If you lived in Vancouver in 2009, you may have been one of the many people who thought it was a bad idea: replacing a lane for cars with a dedicated bike lane. From newspaper columnists to radio talk show hosts and even local bloggers, opposition at the time was overwhelming.

The lane started off as a pilot project, taking a lane away from cars and building a barrier to separate cyclists from drivers – an idea that proved to be contentious. The city voted to make it permanent shortly after the millionth rider crossed the bridge.

Fast forward 10 years, even more upgrades, and it’s now the busiest dedicated bike route on the continent.

Kevin Quinlan is a climate change and sustainability consultant who worked for then-Mayor Gregor Robertson at the time.

“There was so much media hype that it was just going to be an all-out disaster that when there really wasn’t that much impact, it came across as a huge success,” he says.
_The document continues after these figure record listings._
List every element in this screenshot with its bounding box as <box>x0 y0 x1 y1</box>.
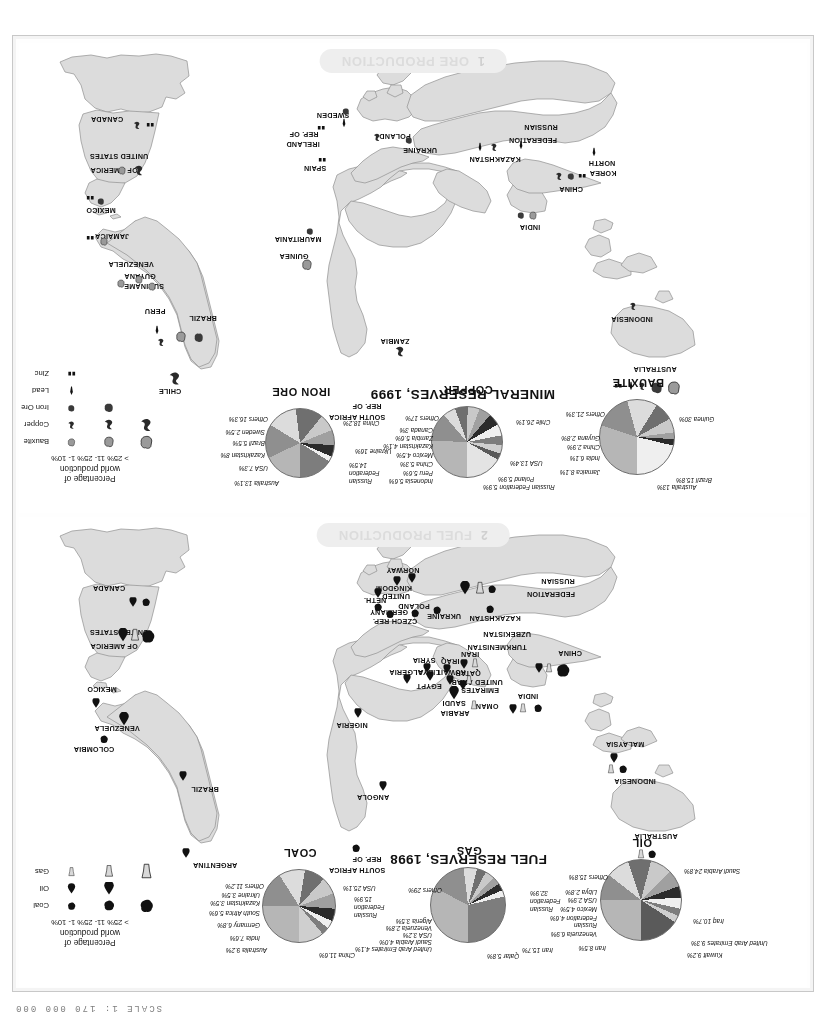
pie-slice-label: Sweden 2.5% <box>226 429 265 436</box>
ore-production-legend: Percentage of world production > 25% 11-… <box>15 365 165 483</box>
legend-symbol-iron-sm <box>53 402 90 412</box>
legend-caption-line1: Percentage of <box>15 474 165 484</box>
scale-code: SCALE 1: 170 000 000 <box>14 1003 162 1013</box>
legend-symbol-bauxite-lg <box>128 433 165 450</box>
legend-symbol-lead-sm <box>53 385 90 395</box>
legend-symbol-coal-md <box>90 899 127 913</box>
legend-row-lead: Lead <box>15 382 165 399</box>
pie-slice-label: Brazil 5.5% <box>233 440 265 447</box>
legend-row-copper: Copper <box>15 416 165 433</box>
legend-symbol-zinc-sm <box>53 368 90 378</box>
legend-rows: CoalOilGas <box>15 863 165 914</box>
legend-caption-line2: world production <box>15 928 165 938</box>
legend-symbol-gas-sm <box>53 866 90 876</box>
legend-symbol-copper-md <box>90 418 127 432</box>
legend-symbol-coal-sm <box>53 900 90 910</box>
legend-row-zinc: Zinc <box>15 365 165 382</box>
pie-slice-label: Australia 13.1% <box>234 480 279 487</box>
legend-row-iron-ore: Iron Ore <box>15 399 165 416</box>
pie-slices-iron <box>265 408 335 478</box>
legend-symbol-coal-lg <box>128 897 165 914</box>
legend-label-coal: Coal <box>15 901 53 910</box>
pie-slice-label: Russian <box>349 478 813 485</box>
legend-label-zinc: Zinc <box>15 369 53 378</box>
legend-caption-line2: world production <box>15 464 165 474</box>
pie-slice-label: 14.5% <box>349 462 813 469</box>
atlas-page: CANADAUNITED STATESOF AMERICAMEXICOVENEZ… <box>12 35 814 992</box>
pie-slice-label: USA 7.3% <box>239 465 268 472</box>
legend-label-gas: Gas <box>15 867 53 876</box>
legend-label-iron: Iron Ore <box>15 403 53 412</box>
pie-slice-label: Others 16.3% <box>229 416 268 423</box>
legend-row-coal: Coal <box>15 897 165 914</box>
pie-slice-label: Federation <box>349 470 813 477</box>
legend-symbol-copper-lg <box>128 416 165 433</box>
legend-label-lead: Lead <box>15 386 53 395</box>
legend-scale: > 25% 11- 25% 1- 10% <box>15 918 165 927</box>
legend-label-copper: Copper <box>15 420 53 429</box>
legend-symbol-bauxite-sm <box>53 436 90 446</box>
legend-label-oil: Oil <box>15 884 53 893</box>
legend-label-bauxite: Bauxite <box>15 437 53 446</box>
pie-slice-label: China 18.2% <box>343 420 813 427</box>
legend-scale: > 25% 11- 25% 1- 10% <box>15 454 165 463</box>
legend-symbol-oil-md <box>90 882 127 896</box>
rotated-page-content: SCALE 1: 170 000 000 <box>0 0 828 1016</box>
legend-symbol-iron-md <box>90 401 127 415</box>
pie-title-iron: IRON ORE <box>272 386 330 398</box>
legend-symbol-oil-sm <box>53 883 90 893</box>
pie-chart-iron: IRON OREAustralia 13.1%USA 7.3%Kazakhsta… <box>13 36 813 991</box>
pie-slice-label: Ukraine 16% <box>355 448 813 455</box>
legend-caption-line1: Percentage of <box>15 938 165 948</box>
legend-row-bauxite: Bauxite <box>15 433 165 450</box>
legend-symbol-gas-md <box>90 865 127 879</box>
legend-symbol-copper-sm <box>53 419 90 429</box>
legend-row-gas: Gas <box>15 863 165 880</box>
legend-symbol-bauxite-md <box>90 435 127 449</box>
legend-row-oil: Oil <box>15 880 165 897</box>
pie-slice-label: Kazakhstan 8% <box>221 452 265 459</box>
legend-symbol-gas-lg <box>128 863 165 880</box>
fuel-production-legend: Percentage of world production > 25% 11-… <box>15 863 165 947</box>
legend-rows: BauxiteCopperIron OreLeadZinc <box>15 365 165 450</box>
“If you had told me, or any of us at city hall 10 years ago, that the Burrard Street Bridge bike lane would one day become the busiest dedicated bike route in all of North America, I don’t think anyone would have predicted that.”

Originally built in the 1930s, the bridge itself has undergone a number of repairs over the last decade. While only one car lane was removed in 2009 when the dedicated bike lane was originally put in, another was removed in 2017 when the city expanded the bridge’s sidewalks.

Earlier this month, Vancouver ranked 18th in the world in the Copenhagenize Index, scoring high for its progress in cycling. The city has hundreds of kilometres of bike lanes, with more in the works.

The Burrard bike route now sees upwards of a million trips each year, something Quinlan says proves the theory –  if you build it, they will come.